Published: March 30, 2026
Read Time: 19 min

Unlearning is a leadership competency, not a slogan

Mike and coauthor Superintendent Nick Polyak have written extensively about the unlearning leader: our brains are great at acquiring new information, less great at letting go of what no longer serves us. Waiting 15–20 years for old practices to fade (the average time it took medicine to adopt H. pylori as the ulcer cause) would rob a generation of students. We don’t have that luxury.

Try this: Host a 45-minute Unlearn/Keep/Prototype session.

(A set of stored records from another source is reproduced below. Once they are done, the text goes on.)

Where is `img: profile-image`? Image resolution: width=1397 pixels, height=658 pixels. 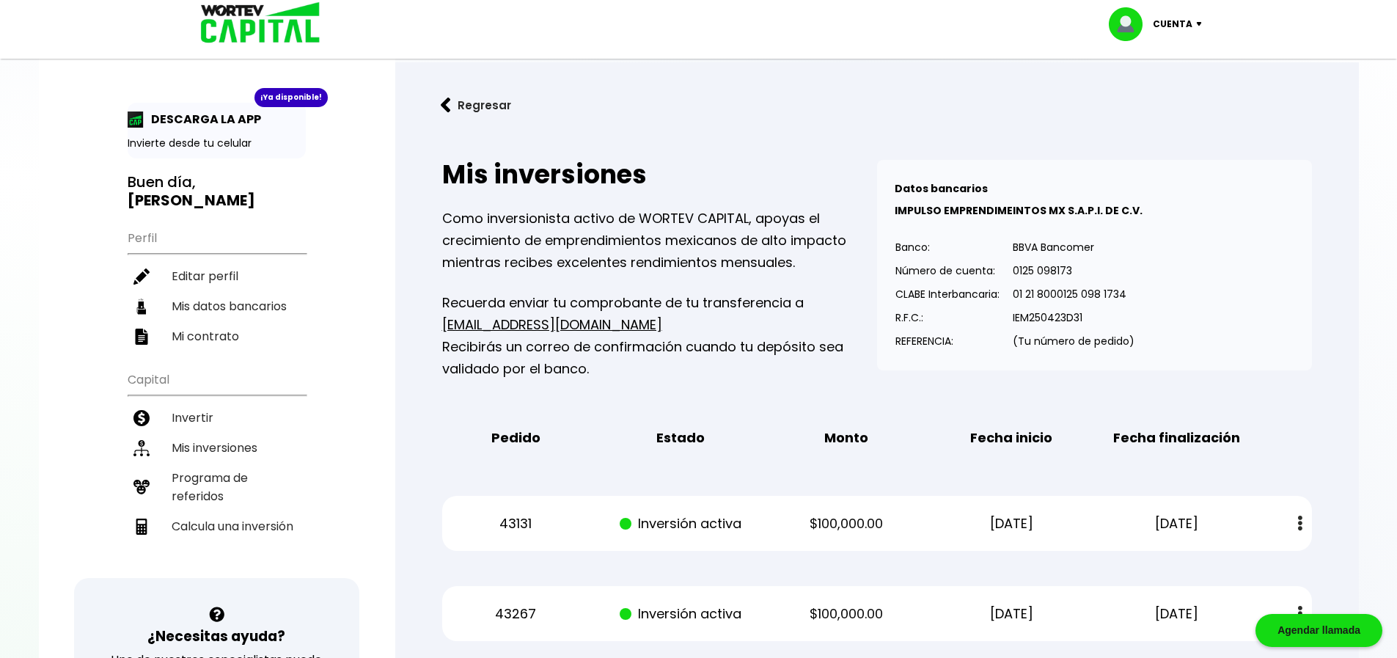 img: profile-image is located at coordinates (1131, 24).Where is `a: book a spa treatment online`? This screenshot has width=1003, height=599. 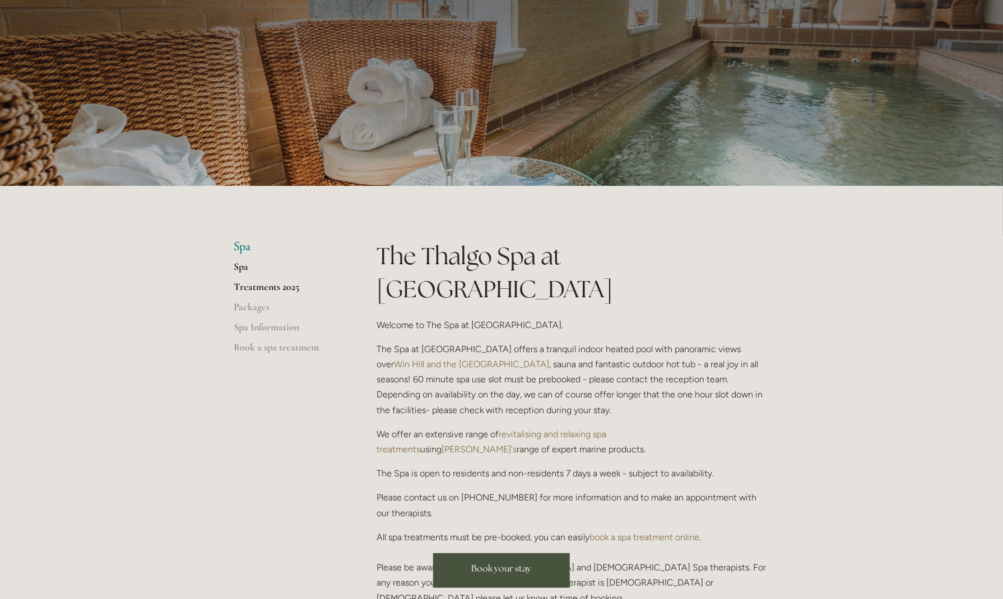
a: book a spa treatment online is located at coordinates (644, 537).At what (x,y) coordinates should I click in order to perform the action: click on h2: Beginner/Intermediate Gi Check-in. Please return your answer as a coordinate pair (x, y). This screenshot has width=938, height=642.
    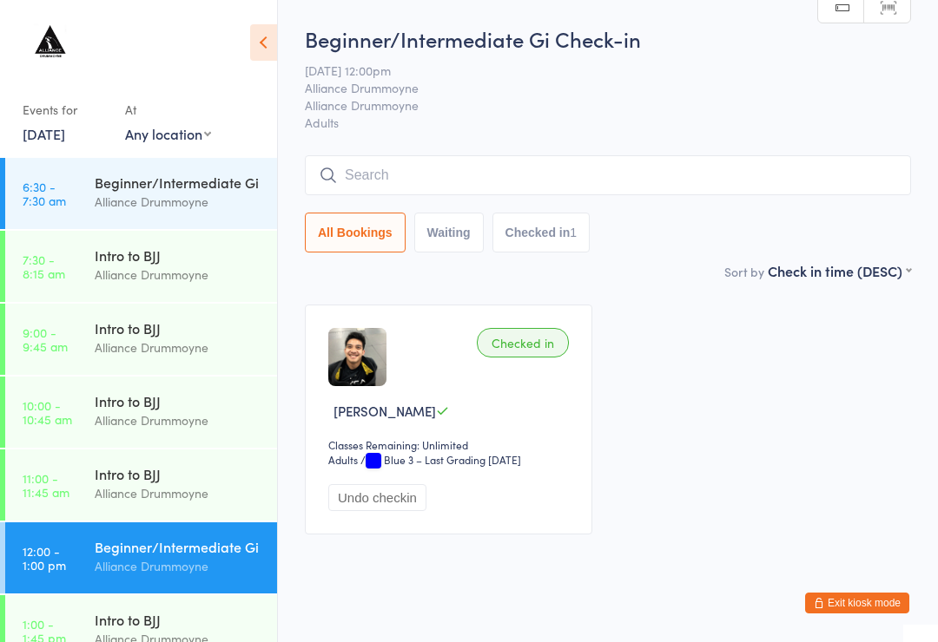
    Looking at the image, I should click on (608, 38).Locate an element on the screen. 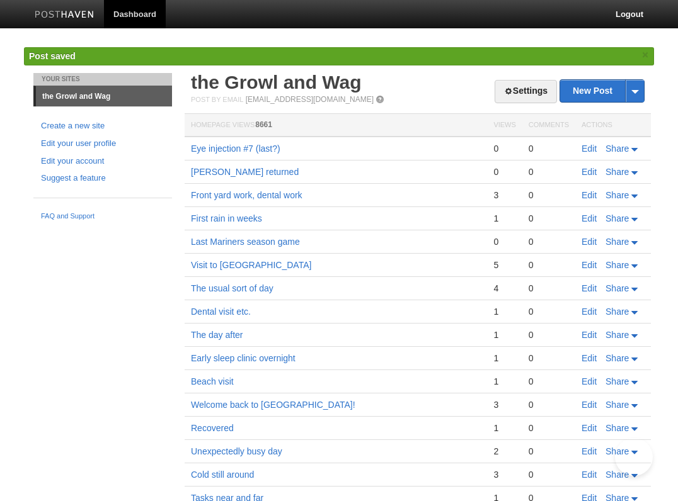 The width and height of the screenshot is (678, 501). a: Early sleep clinic overnight is located at coordinates (243, 358).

  • Unlearn: Name one practice you do “because we’ve always done it.” Sunset it.
  • Keep: Identify a high-trust ritual (e.g., weekly wins, learning walks). Protect it.
  • Prototype: Pick one instructional or operational workflow to redesign with AI (e.g., lesson planning, substitute plans, transportation routes).

Move beyond “ban or boost” to balance with technology

Keith’s take: we’ve drifted into simplistic narratives such as “all screens are bad” vs. “tech solves everything.” Banning personal cell phones during instruction may be sensible, but “technology/screens” is broader: accessibility tools, adaptive platforms, data systems, teacher productivity aids, and now AI copilots. The question is not if we use tech, but how, when, and why—anchored to instructional theory and student needs.

Leader move: Publish a one-page Balanced Use Brief for staff and families.

  • Clarify the difference between personal devices and instructional technology.
  • Describe the learning theory behind your choices (e.g., UDL, personalization).
  • List non-negotiables (e.g., movement, arts, hands-on work, and outdoor time).

Pro Tip: Check out CoSN’s new Screens in Balance report and useful tools on how to communicate with your parents/community.

Treat technology as a strategic asset. Put it in the cabinet.

CoSN’s counsel is clear: districts benefit when a cabinet-level leader bridges instructional and operational technology the way a CFO bridges accounting and strategy. That role is less “fix the Wi-Fi” and more “co-design learning + operations with digital tools,” from classroom models to routing, procurement, data privacy, and cybersecurity.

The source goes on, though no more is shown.